Predicting the future is a very difficult business.

But it is a business. Whenever you turn on the TV, read a newspaper or surf online, you will inevitably find experts offering their thoughts on what will happen in future.

And it's a business that keeps going even if these experts are often wrong.

"The future really is unpredictable," said Ottawa Citizen journalist Dan Gardner in a recent telephone interview, laying out the key problem in forecasting what will happen tomorrow.

From Y2K hysteria to the fervent belief that the Japanese economy would permanently overtake the American economy in the 1990s, history is littered with expert predictions that failed to come true.

But Gardner said it's still a win-win situation for the pundits who make judgment calls about the unknown.

When experts make statements that turn out to be correct, it builds their brand and credibility.

But when they are wrong, hardly anybody remembers how wrong their previous predictions were. And they keep on getting asked to share their erroneous insights.

Rarely, if ever, do they get called out for their mistakes.

"It doesn't happen," said Gardner. "There is no accountability in the expert-prediction business."

Gardner has written a new book about the preponderance of failed predictions and why we keep falling back into their arms.

"Failed Babble: Why Expert Predictions Fail -- and Why We Believe Them Anyway" argues that we tend to believe definitive statements about what lies ahead because we have a psychological aversion to the alternative. In other words, we tend to be very uncomfortable about not knowing what is to come.

In making his case, Gardner keys into the research of psychologist Philip Tetlock.

Starting in the mid-1980s, Tetlock got a group of nearly 300 experts to make many very specific predictions about the future.

After enough time had passed, Tetlock analyzed more than 27,000 predictions and found that the experts were not nearly as successful as they themselves would have predicted.

The data showed that the collective group of experts would have provided more accurate general predictions by making random guesses about the future, which Tetlock once said made the group worse at predicting the future than "a dart-throwing chimpanzee."

Even worse, Tetlock found that the larger the media profile an individual expert had, the less accurate their predictions were. Or as Gardner puts it, he found an "inverse correlation between fame and accuracy."

But there was a range of success among experts and Tetlock's research also concluded that the more skilled experts in the group were much less certain about their predictions and more comfortable with complexity. And they used many kinds of reasoning principles and analysis of issues.

Gardner said these less popular, but generally more accurate experts are often ignored in the media because they can seem kind of wishy-washy in interviews, in an "on the one hand, on the other hand" kind of way. That's the reason former U.S. President Harry Truman once wished for a one-armed economist, so he wouldn't have to listen to the other hand.
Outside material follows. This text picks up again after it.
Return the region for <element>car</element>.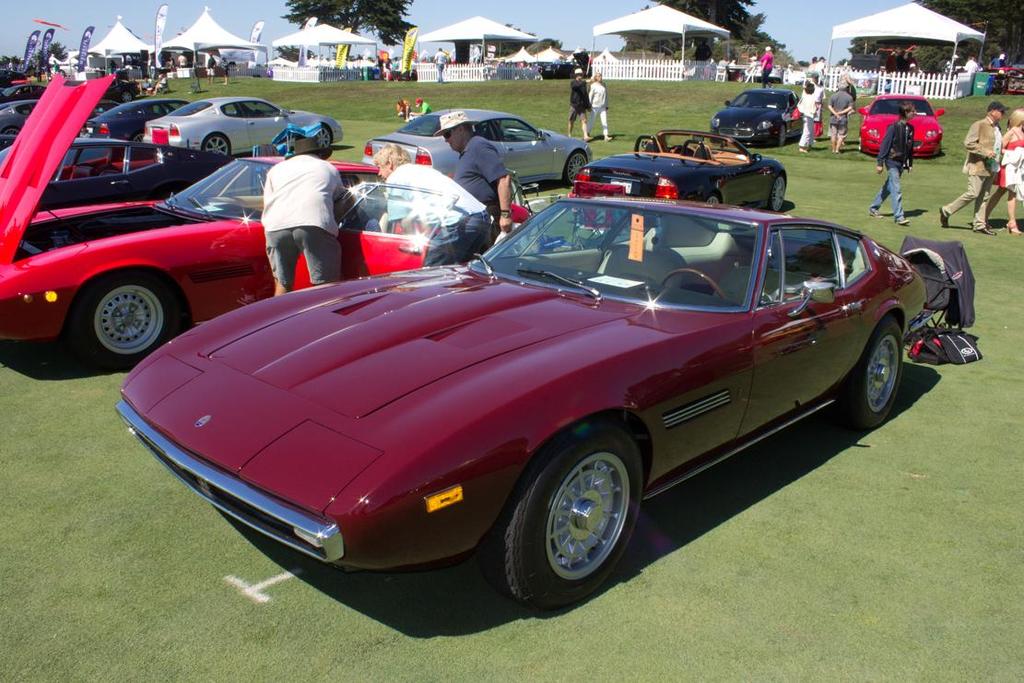
x1=0, y1=101, x2=37, y2=150.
But Gardner argued these more skilled and sophisticated experts are the ones to consult. They are also the people that we should pattern our own thinking upon.

For the public, Gardner believes that a more skeptical approach is needed when evaluating the claims of expert prognosticators. We should listen more closely to those lateral thinkers who are less certain about what is ahead, while taking a step back from people who use one style of thinking to make their concrete conclusions.

Like the old X-Files tag line, we want to believe.

But Gardner said we need to do the opposite of what our brains are telling us: "We have to embrace uncertainty."